Is It Normal for Freelance Side Income to Mess Up My W-4 Withholding at My Main Job?
A side gig that started as a way to pad a paycheck can turn tax season into a surprise, especially the first time a W-4 filled out years ago at a main job suddenly doesn’t seem to cover what’s actually owed.
The short answer
Yes, this is a common and predictable pattern. A W-4 at a main job only accounts for wages from that job, so income from freelance or gig work — which usually has no tax withheld at all — can leave a household under-withheld overall even though the main job’s paycheck looks perfectly normal. Adjusting the W-4 at the primary job, or making separate estimated payments, is generally how people close that gap.
Why the two income streams don’t talk to each other
- A W-4 only sees its own paycheck. The form tells an employer how much to withhold based on the wages it pays, with no visibility into money earned elsewhere.
- Freelance and gig income is typically paid in full. Without an employer in the middle, there’s usually no automatic withholding at all, so any tax owed on that income has to be planned for separately.
- Multiple income streams are additive at tax time. All income generally gets combined on the same return, which can push a household into a higher effective withholding need even if neither income source alone seems large.
Two common ways people close the gap
One approach is to adjust the W-4 at the main job to withhold extra from each paycheck, using the multiple jobs or additional income sections of the form to account for the side earnings. Another is to send quarterly estimated payments directly tied to the side income itself, keeping the two income streams separate on paper even though they combine on the annual return. Some people use a mix of both, especially if reselling or a similar side hustle suddenly requires estimated payments once the volume of sales grows past a casual level.
Why this can catch a household off guard
The main job’s paycheck often looks unchanged, so it’s easy to assume everything is on track. The mismatch usually only becomes visible when the return is filed and side income gets added to the total, at which point the overall tax bill reflects both incomes but the withholding only ever reflected one. This is a similar dynamic to what shows up when a married couple ends up owing even though both spouses filled out a W-4 — the paperwork was filled out correctly, it just wasn’t accounting for the full picture of household income.
Keeping the numbers current
Because side income can fluctuate month to month, the amount that needs to be set aside or withheld isn’t usually a one-time calculation. Some people build a habit of setting aside a percentage of every gig payout for taxes as it comes in, rather than trying to estimate it all at once at year-end. A W-4 adjustment at the main job is also worth revisiting whenever the side income changes meaningfully, since a number that was accurate at the start of the year can drift out of date well before the next return is due, similar to needing to redo a W-4 after a raise changes the math at the primary job.
Where this leaves you
Untaxed side income and a main job’s W-4 are two separate systems that only reconcile once a year, on the tax return itself. Neither one is broken — the W-4 is doing exactly what it’s designed to do for the paycheck it applies to. The practical question is whether the household is proactively bridging that gap during the year, through a W-4 adjustment, estimated payments, or both, rather than discovering the shortfall all at once when the return is filed.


* YOUR OBJECTIVE
Print the records below exactly, and do not carry over any picture.

○ ○ ○ ○

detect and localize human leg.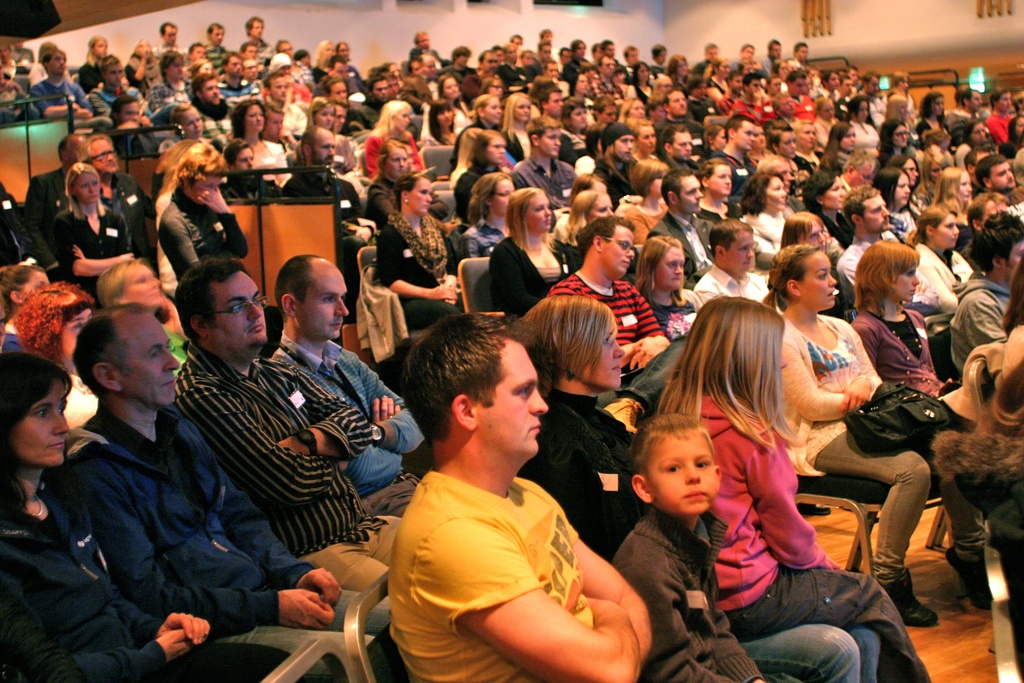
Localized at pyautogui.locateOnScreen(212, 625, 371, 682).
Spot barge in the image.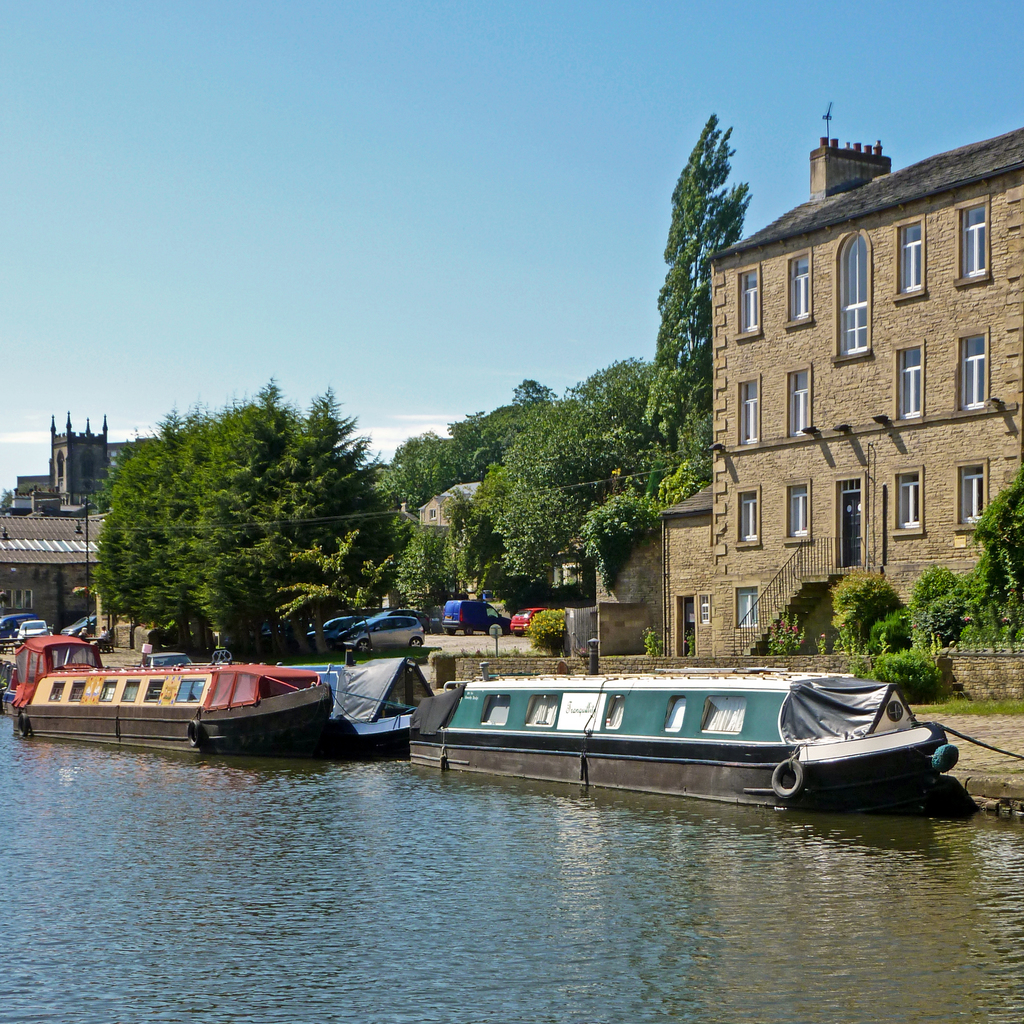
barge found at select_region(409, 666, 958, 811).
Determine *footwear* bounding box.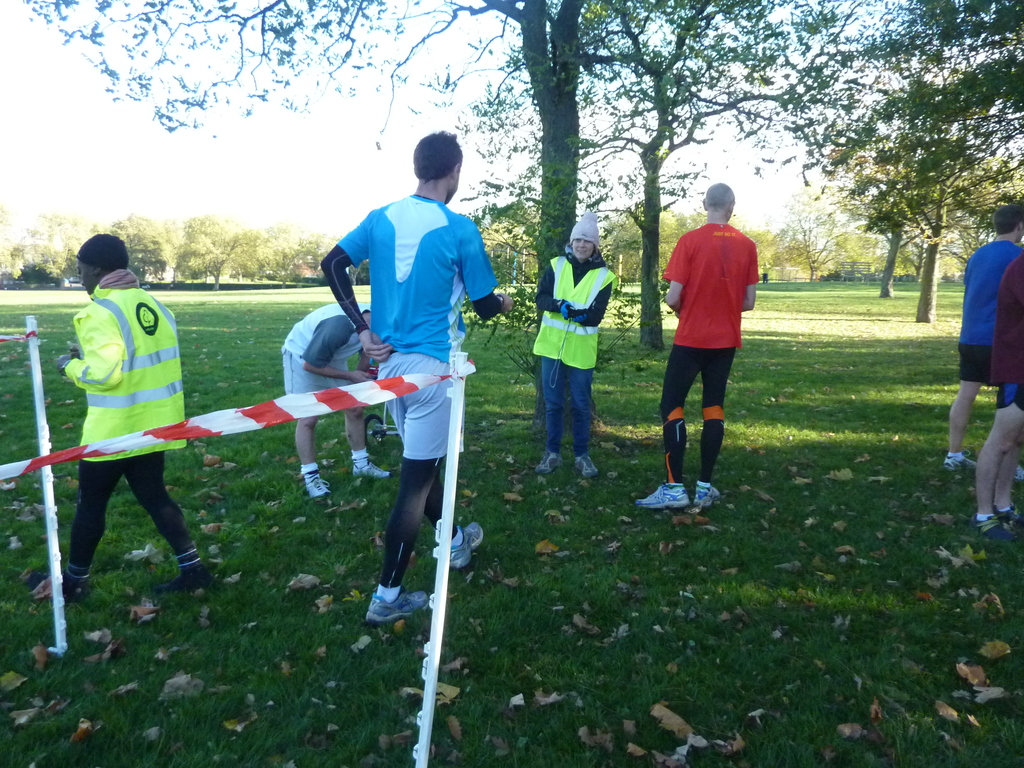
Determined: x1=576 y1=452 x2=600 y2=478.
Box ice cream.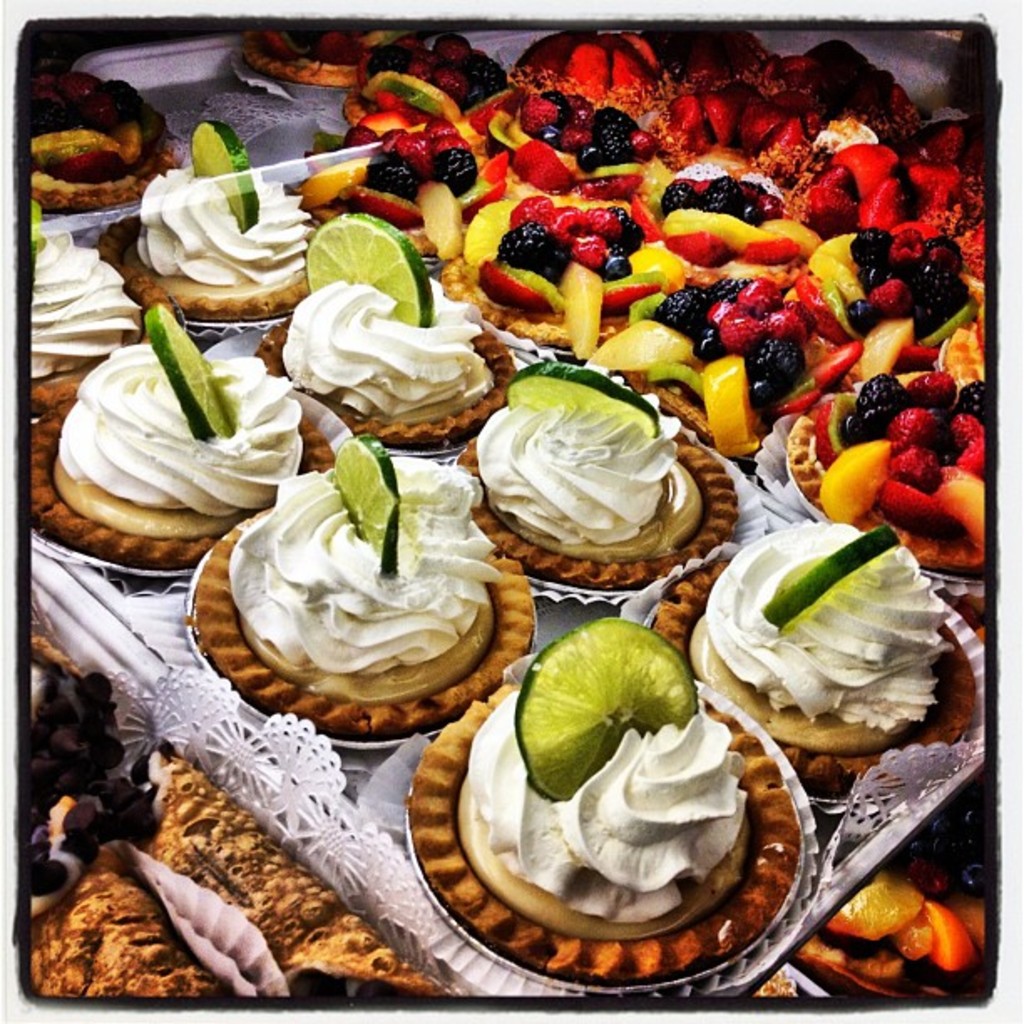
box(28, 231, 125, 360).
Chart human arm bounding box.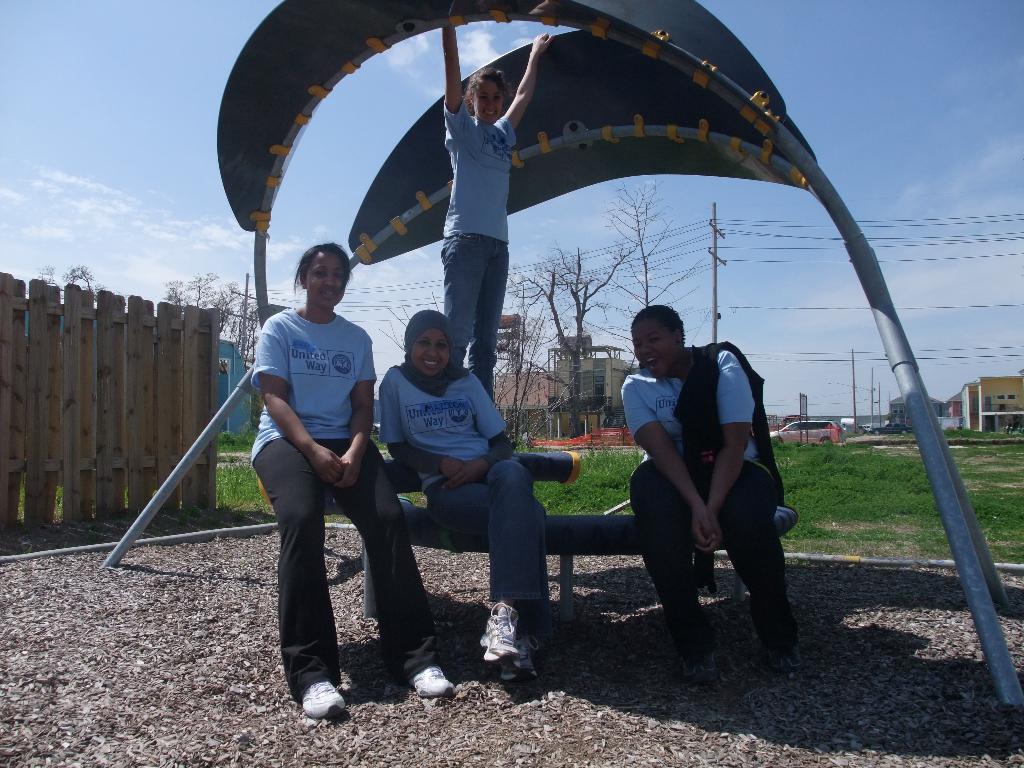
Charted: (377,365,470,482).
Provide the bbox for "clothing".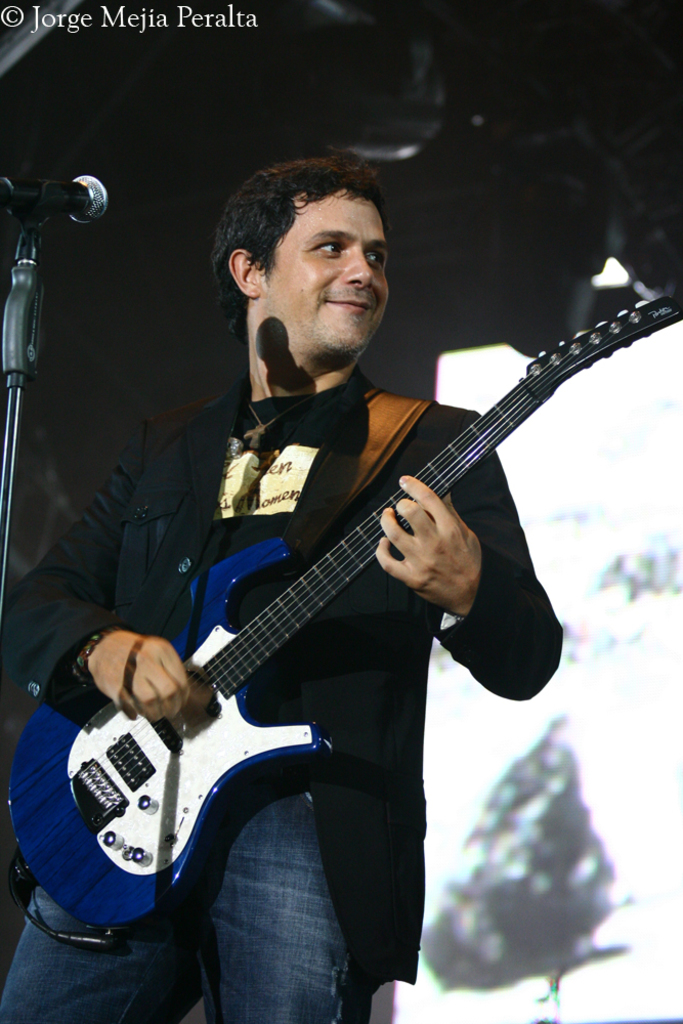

○ ○ ○ ○

* EXERCISE OUTPUT
detect and localize human leg.
Localized at pyautogui.locateOnScreen(212, 625, 371, 682).
Spot barge in the image.
barge found at select_region(409, 666, 958, 811).
Determine *footwear* bounding box.
Determined: x1=576 y1=452 x2=600 y2=478.
Box ice cream.
box(28, 231, 125, 360).
Chart human arm bounding box.
Charted: (377,365,470,482).
Provide the bbox for "clothing".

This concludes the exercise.